Hbo's `A Kill For A Kill': Witness To An Execution

Some stories are just too terrible for television to encompass. But British filmmaker Rod Williams doesn't shrink from trying with the HBO documentary "A Kill for a Kill," about the first family in Texas to witness the execution of a killer. It premieres 10 p.m. today on HBO.

Of course, how Jim and Linda Kelley got to Huntsville prison in Huntsville, Texas, to watch Leo Jenkins die by lethal injection on Feb. 9, 1996, is where true tragedy lies. Jenkins killed the Kelleys' children Mark, 25, and Kara, 20, during the robbery of their Houston pawn shop in 1988. Their lives shattered, the Kelleys lost their shop and livelihood.

Still, watching Jenkins die brought them partial closure.

"I'm glad that we witnessed it," Linda Kelley said recently.

"Now we don't have to worry about Leo Jenkins anymore. He's a dark spot that's gone. The physician came in and pronounced him dead at 6:29 p.m. It was quick and easy and almost anti-climactic."

You will not see Jenkins' execution during "A Kill for a Kill." Williams' camera was not allowed into the killing chamber. Nor did Williams witness Jenkins' death, since only a few reporters were allowed to view, selected by lottery.

"If I could, I probably would have filmed the execution and then decided whether to use it when I was in the editing room," Williams said from London.

A playwright and producer of two other HBO documentaries, Williams found the Kelleys through the Mayor's Crime Victims Office in Houston after reading British newspaper accounts of the Texas decision on witnessing executions. He and his film crew spent about two weeks with the Kelleys, over a two-month period before and after the execution.

"A Kill for a Kill" aired in Britain in September, causing considerable stir. Britain abolished the death penalty over 30 years ago.

While the Kelleys say they have no regrets, others interviewed in "A Kill for a Kill," including Jenkins' lawyer, who witnessed the execution, have disturbingly different feelings. To the lawyer, the death was slow and agonizing.

"This film asks extremely difficult, challenging questions about the ethics and psychology of retribution," Williams said. "Does retribution give us what we want? Should we rise to the challenge of New Testament ethics about forgiving? My feeling is it's too easy to condemn people for NOT forgiving."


- _How to complete this task_:
An exact copy of the entries is required, excluding any pictures.
----- Data shown -----
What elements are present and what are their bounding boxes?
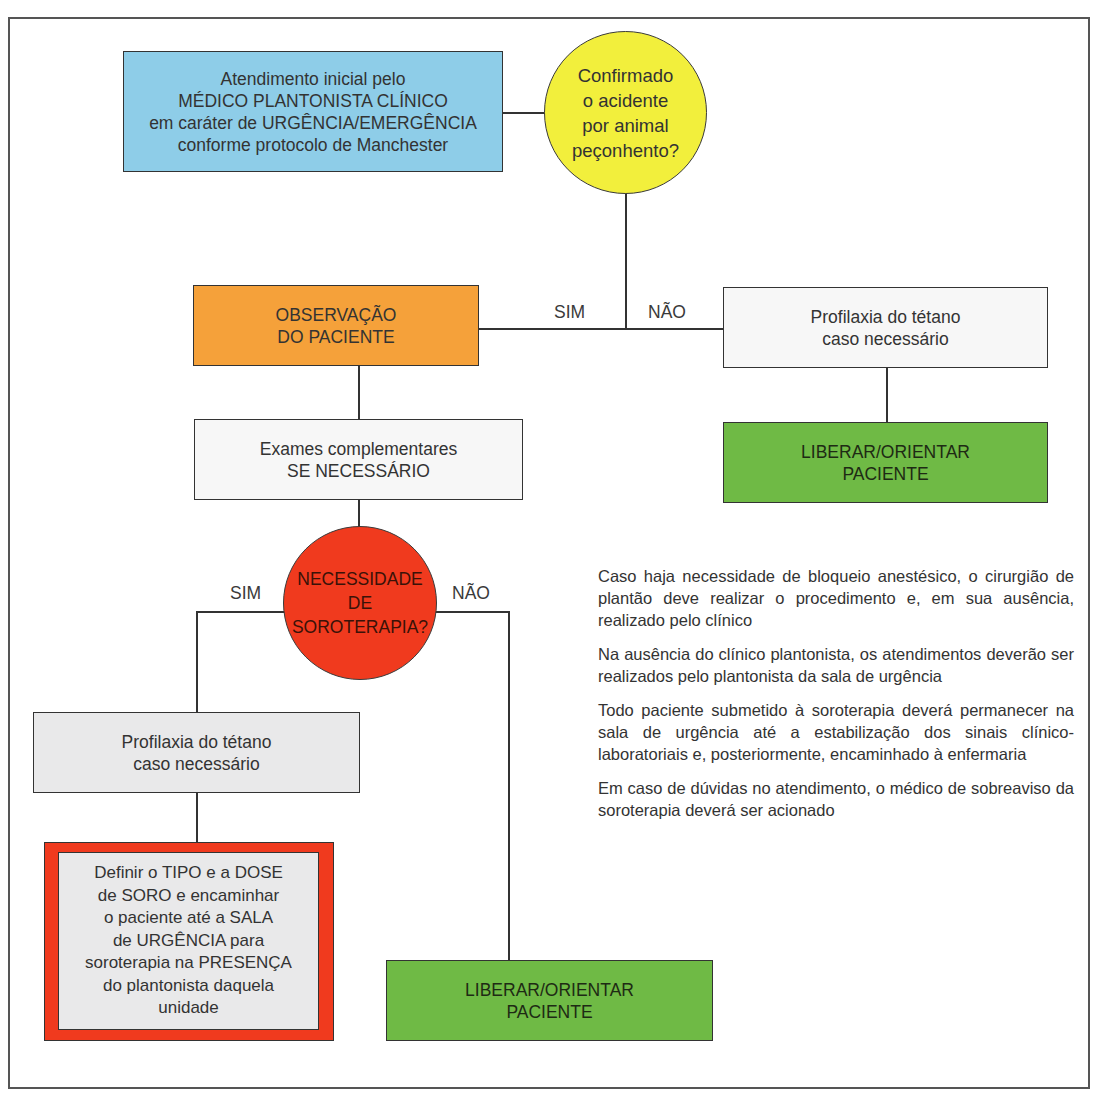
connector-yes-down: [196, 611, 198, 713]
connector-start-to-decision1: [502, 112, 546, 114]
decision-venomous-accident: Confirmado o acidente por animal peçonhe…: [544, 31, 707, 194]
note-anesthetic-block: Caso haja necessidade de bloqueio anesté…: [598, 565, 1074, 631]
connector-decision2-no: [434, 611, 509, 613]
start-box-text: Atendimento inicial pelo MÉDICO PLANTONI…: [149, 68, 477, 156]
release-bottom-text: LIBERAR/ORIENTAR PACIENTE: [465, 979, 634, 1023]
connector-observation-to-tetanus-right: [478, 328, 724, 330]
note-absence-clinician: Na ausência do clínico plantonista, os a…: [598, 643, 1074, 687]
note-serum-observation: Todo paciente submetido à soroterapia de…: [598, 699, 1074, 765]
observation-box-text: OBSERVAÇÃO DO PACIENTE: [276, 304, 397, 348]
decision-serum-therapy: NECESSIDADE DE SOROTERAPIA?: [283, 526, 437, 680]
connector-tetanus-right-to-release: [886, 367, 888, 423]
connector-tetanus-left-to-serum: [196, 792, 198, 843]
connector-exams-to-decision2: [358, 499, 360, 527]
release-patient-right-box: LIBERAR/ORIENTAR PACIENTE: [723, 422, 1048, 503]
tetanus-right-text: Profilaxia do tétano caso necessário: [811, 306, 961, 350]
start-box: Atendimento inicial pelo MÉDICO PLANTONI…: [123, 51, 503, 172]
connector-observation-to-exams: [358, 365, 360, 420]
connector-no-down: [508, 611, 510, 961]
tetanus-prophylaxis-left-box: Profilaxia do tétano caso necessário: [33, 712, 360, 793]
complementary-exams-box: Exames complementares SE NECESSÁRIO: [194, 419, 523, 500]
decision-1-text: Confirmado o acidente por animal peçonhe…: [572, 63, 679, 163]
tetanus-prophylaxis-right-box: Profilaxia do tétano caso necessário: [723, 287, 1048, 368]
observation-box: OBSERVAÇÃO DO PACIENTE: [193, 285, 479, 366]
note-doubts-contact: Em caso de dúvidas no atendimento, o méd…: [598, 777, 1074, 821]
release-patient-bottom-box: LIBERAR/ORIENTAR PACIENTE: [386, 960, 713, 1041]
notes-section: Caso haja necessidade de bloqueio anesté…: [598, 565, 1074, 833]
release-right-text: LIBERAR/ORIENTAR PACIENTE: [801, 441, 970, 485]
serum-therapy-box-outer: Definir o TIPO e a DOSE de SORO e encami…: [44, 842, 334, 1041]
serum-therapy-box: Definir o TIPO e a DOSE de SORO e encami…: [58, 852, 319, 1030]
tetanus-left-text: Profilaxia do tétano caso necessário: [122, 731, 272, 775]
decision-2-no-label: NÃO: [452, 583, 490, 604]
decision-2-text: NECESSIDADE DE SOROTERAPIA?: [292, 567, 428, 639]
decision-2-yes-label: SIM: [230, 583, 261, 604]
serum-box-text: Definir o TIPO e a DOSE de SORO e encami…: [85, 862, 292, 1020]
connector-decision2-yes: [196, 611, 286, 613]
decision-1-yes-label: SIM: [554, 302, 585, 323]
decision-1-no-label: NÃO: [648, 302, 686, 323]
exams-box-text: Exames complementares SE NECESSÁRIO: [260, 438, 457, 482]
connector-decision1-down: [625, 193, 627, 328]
-----
- _Answer box_:
What elements are present and what are their bounding boxes?
connector-yes-down: [196, 611, 198, 713]
connector-start-to-decision1: [502, 112, 546, 114]
decision-venomous-accident: Confirmado o acidente por animal peçonhe…: [544, 31, 707, 194]
note-anesthetic-block: Caso haja necessidade de bloqueio anesté…: [598, 565, 1074, 631]
connector-decision2-no: [434, 611, 509, 613]
start-box-text: Atendimento inicial pelo MÉDICO PLANTONI…: [149, 68, 477, 156]
release-bottom-text: LIBERAR/ORIENTAR PACIENTE: [465, 979, 634, 1023]
connector-observation-to-tetanus-right: [478, 328, 724, 330]
note-absence-clinician: Na ausência do clínico plantonista, os a…: [598, 643, 1074, 687]
note-serum-observation: Todo paciente submetido à soroterapia de…: [598, 699, 1074, 765]
observation-box-text: OBSERVAÇÃO DO PACIENTE: [276, 304, 397, 348]
decision-serum-therapy: NECESSIDADE DE SOROTERAPIA?: [283, 526, 437, 680]
connector-tetanus-right-to-release: [886, 367, 888, 423]
connector-tetanus-left-to-serum: [196, 792, 198, 843]
connector-exams-to-decision2: [358, 499, 360, 527]
release-patient-right-box: LIBERAR/ORIENTAR PACIENTE: [723, 422, 1048, 503]
tetanus-right-text: Profilaxia do tétano caso necessário: [811, 306, 961, 350]
start-box: Atendimento inicial pelo MÉDICO PLANTONI…: [123, 51, 503, 172]
connector-observation-to-exams: [358, 365, 360, 420]
connector-no-down: [508, 611, 510, 961]
tetanus-prophylaxis-left-box: Profilaxia do tétano caso necessário: [33, 712, 360, 793]
complementary-exams-box: Exames complementares SE NECESSÁRIO: [194, 419, 523, 500]
decision-1-text: Confirmado o acidente por animal peçonhe…: [572, 63, 679, 163]
tetanus-prophylaxis-right-box: Profilaxia do tétano caso necessário: [723, 287, 1048, 368]
observation-box: OBSERVAÇÃO DO PACIENTE: [193, 285, 479, 366]
note-doubts-contact: Em caso de dúvidas no atendimento, o méd…: [598, 777, 1074, 821]
release-patient-bottom-box: LIBERAR/ORIENTAR PACIENTE: [386, 960, 713, 1041]
notes-section: Caso haja necessidade de bloqueio anesté…: [598, 565, 1074, 833]
release-right-text: LIBERAR/ORIENTAR PACIENTE: [801, 441, 970, 485]
serum-therapy-box-outer: Definir o TIPO e a DOSE de SORO e encami…: [44, 842, 334, 1041]
serum-therapy-box: Definir o TIPO e a DOSE de SORO e encami…: [58, 852, 319, 1030]
tetanus-left-text: Profilaxia do tétano caso necessário: [122, 731, 272, 775]
decision-2-no-label: NÃO: [452, 583, 490, 604]
decision-2-text: NECESSIDADE DE SOROTERAPIA?: [292, 567, 428, 639]
decision-2-yes-label: SIM: [230, 583, 261, 604]
serum-box-text: Definir o TIPO e a DOSE de SORO e encami…: [85, 862, 292, 1020]
connector-decision2-yes: [196, 611, 286, 613]
decision-1-yes-label: SIM: [554, 302, 585, 323]
decision-1-no-label: NÃO: [648, 302, 686, 323]
exams-box-text: Exames complementares SE NECESSÁRIO: [260, 438, 457, 482]
connector-decision1-down: [625, 193, 627, 328]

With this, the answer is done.